Disordered eating
and how we use it to suppress the monsters
I’m wary of calling something ‘disordered.’ We’re quick to judge what’s the ‘right’ way to do something and what’s not. Especially when it’s something that affects women’s bodies, we’re quick to dismiss it because it doesn’t live up to or fit into social norms. So much of female chaos, desire, longings, needs are quickly attributed to ‘trauma.’ But isn’t that because our needs and longings threaten male social constructs that constantly tell us the right way to be and the right way to live?
I’m more interested in how eating plays out, instead of labelling it. Like, if I’m eating when I’m not hungry and my body doesn’t need it, then that fills me with anxiety. It fills me with anxiety because I have a long and complicated history with it. It fills me with anxiety because the world has made me afraid of being out of control. And because I’m always a little bit worried about putting on weight. My girl friends, most of them, always seem to be a little bit worried about putting on weight. Problem is, this anxiety of putting on weight can ironically make me eat more. It’s like I have to do it so I can stop worrying that I’ll do it.
I think of it as the food-weight matrix. It’s not that I’m overeating all the time. It’s that food and exercise, putting on weight and losing it, this whole thing around food and weight, this matrix, this relentless treadmill that women are on, is tied a lot to my emotions, my hormones and my needs. It’s a monster that’s always there. So many women are on this treadmill all the time. So much that we don’t even question it. We don’t stop to think: who are we doing this for? And why? What are we trying to control? What will escape if we lost that control?
In the last few years, I’ve got a better sense of when I’m doing emotional eating, so maybe I can more openly talk about it now, but for years and decades, food was a monster.
When I’m eating healthy (instead of eating my emotions, say), I feel good and energetic and awake. But it’s like I’m too awake. I can feel every damn thing. I can feel everything more acutely. What someone said, what they didn’t say, how did they look when they said it. I can feel my own feelings more.
I’m generally easily excitable. I get excited when I talk to someone I connect with. I grew up hiding away who I was. I still hung out with a lot of people, but the real me was hidden away. I looked at other people to see how normal people acted and I tried to act that way too. It’s only now that I’m truly present, and it’s brilliant and painful at the same time. BUT it means now I have even less of a barrier between me and the world.
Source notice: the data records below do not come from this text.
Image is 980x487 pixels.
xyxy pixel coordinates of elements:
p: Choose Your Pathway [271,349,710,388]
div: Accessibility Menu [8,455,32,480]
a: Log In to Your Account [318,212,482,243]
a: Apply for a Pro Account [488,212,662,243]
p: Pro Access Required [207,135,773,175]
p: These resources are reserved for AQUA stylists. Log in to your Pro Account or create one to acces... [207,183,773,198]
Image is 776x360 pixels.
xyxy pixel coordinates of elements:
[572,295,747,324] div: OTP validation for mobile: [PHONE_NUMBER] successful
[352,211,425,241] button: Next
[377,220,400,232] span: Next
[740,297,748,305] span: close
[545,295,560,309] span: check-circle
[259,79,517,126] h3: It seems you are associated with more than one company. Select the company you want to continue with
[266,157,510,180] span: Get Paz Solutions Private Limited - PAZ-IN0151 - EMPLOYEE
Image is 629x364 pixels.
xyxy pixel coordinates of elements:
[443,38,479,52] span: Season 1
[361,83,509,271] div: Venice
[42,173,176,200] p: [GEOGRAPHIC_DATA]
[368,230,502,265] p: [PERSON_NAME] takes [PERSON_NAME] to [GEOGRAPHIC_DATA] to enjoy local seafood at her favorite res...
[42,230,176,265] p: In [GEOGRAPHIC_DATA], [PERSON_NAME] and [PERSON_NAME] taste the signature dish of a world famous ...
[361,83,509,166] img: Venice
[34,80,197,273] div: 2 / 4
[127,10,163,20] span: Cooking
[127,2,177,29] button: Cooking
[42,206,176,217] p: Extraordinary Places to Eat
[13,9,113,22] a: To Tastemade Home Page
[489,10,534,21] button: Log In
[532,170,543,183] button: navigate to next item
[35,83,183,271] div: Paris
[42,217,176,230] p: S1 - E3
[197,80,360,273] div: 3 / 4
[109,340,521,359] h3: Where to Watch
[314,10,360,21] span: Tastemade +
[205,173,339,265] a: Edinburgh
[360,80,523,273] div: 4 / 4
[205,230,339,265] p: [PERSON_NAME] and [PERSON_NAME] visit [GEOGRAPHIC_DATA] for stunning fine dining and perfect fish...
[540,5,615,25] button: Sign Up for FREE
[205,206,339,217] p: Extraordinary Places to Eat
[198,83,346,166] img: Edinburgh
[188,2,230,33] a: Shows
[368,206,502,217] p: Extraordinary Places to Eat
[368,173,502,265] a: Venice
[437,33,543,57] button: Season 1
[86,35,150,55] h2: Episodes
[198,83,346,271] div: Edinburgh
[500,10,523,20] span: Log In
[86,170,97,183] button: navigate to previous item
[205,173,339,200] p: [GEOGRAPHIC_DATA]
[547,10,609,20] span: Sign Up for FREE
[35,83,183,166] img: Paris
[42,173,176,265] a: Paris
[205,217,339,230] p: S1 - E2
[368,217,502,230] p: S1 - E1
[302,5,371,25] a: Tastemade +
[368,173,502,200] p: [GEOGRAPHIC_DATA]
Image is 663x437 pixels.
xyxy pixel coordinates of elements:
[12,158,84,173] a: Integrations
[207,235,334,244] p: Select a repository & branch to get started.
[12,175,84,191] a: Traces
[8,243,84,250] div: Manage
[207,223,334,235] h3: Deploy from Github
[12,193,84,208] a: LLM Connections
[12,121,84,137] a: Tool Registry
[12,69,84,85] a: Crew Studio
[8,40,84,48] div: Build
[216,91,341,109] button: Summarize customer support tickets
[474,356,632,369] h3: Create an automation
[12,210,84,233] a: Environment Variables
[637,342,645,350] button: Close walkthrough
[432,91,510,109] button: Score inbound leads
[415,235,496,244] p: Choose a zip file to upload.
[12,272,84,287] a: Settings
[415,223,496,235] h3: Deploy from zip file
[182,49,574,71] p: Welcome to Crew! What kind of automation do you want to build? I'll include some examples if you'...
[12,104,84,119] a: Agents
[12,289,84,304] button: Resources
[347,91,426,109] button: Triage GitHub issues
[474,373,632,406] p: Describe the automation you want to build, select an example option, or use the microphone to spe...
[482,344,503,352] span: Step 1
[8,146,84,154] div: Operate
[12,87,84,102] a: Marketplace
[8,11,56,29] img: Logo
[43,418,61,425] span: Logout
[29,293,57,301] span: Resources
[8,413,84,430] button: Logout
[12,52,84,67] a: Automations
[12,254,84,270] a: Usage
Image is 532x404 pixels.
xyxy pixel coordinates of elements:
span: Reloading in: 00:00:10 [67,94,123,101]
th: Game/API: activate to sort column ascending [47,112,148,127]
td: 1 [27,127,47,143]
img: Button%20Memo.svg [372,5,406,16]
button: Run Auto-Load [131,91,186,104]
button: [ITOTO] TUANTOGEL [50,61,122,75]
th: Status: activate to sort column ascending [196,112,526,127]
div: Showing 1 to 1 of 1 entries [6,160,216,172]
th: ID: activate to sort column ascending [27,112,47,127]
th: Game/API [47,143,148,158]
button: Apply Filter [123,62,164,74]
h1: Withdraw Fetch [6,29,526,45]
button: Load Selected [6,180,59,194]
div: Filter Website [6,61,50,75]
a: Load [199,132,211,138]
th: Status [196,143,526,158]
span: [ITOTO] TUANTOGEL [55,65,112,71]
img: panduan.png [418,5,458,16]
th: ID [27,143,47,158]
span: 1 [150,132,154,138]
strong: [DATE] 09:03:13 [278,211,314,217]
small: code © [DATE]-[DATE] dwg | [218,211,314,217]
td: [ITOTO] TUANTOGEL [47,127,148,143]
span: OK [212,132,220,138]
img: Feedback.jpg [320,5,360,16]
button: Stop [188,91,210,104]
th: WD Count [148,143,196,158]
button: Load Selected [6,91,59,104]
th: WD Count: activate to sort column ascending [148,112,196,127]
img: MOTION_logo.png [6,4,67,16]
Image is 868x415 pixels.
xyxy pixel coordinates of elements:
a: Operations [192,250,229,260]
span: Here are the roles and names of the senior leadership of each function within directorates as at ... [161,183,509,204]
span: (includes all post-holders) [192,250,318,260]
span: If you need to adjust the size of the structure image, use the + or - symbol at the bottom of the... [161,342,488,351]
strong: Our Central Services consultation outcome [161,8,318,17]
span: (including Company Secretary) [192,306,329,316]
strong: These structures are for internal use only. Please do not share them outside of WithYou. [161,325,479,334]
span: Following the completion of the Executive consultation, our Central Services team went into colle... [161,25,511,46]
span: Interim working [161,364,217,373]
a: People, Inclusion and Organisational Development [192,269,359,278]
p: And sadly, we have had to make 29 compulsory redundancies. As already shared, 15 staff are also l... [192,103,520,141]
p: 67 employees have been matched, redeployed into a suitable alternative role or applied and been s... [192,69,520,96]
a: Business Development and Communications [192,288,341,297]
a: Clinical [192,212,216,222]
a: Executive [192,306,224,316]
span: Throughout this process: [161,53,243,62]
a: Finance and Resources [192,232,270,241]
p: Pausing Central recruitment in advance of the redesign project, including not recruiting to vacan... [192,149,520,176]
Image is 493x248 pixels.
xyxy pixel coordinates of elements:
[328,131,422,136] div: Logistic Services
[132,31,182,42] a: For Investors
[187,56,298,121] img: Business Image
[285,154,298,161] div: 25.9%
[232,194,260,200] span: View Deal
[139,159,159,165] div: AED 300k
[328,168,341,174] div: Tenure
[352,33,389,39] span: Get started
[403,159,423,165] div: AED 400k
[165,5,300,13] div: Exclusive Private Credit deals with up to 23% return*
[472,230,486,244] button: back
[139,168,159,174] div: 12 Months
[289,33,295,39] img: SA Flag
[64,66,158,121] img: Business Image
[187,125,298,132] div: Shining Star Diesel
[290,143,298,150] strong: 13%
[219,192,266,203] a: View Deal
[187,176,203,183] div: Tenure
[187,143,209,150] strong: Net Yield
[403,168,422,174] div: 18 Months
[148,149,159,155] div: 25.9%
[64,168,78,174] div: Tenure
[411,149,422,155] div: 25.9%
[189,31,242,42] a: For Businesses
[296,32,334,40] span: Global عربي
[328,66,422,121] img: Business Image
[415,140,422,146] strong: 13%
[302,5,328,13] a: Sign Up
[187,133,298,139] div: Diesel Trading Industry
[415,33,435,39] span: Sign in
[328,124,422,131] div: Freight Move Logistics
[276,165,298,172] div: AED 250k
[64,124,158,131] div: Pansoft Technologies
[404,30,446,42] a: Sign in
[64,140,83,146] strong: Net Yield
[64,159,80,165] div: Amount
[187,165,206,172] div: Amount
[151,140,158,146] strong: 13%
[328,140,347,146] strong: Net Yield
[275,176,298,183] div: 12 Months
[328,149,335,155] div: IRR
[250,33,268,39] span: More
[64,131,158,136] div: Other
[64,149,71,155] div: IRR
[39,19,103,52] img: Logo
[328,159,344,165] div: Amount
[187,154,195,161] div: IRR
Even if I’ve had a great day with people, even then the weight of all that exposure feels overwhelming, and I can eat my way through that pain too. Same with boredom. I can’t stand boredom. Boredom – like boring meetings – is physically painful for me. So I might have a big urge to eat after a boring meeting and I might have a big urge to eat after a fun and overwhelming sense of connecting too. Phew, crazy.
When I’m eating healthy, all this stuff bombards me. Anxious or negative thoughts. Unresolved old stuff. Boredom. All of it. I’m a live wire, a raw nerve. Like I’ll combust if you touch me.
Emotional eating is numbing. It numbs our difficult feelings, just like alcohol and drugs, toxic relationships and overwork and too much TV. Anything we do mindlessly can be numbing and addictive. Maybe we do it because our needs, longings, our real emotions feel all wrong for the world. We think damn, there’s a monster living inside me, I have to stuff it and hide it and make it behave or it’ll go crazy. And we use food (or whatever our thing is) to stop it from going crazy.
Okay, meanwhile, find me here, reading a short two-minute extract from An Unladylike Secret (HarperCollins UK and Avon/HarperCollins USA). If this book doesn’t make you go to Devon and eat a scone, I don’t know what will.
https://www.instagram.com/amitamurray/reel/DJjEkVGo4pU/
Here’s me in Devon, somewhere where the sea is so wild, it can hit your train windows. Know where I’m talking about? Also, another charity shop top, though can’t remember from where.
And one of my favourite book bloggers posted this. You must check it out and follow her if you don’t already. It tells you the vital importance of stories, all kinds of stories, all sorts of women, all sorts of desires.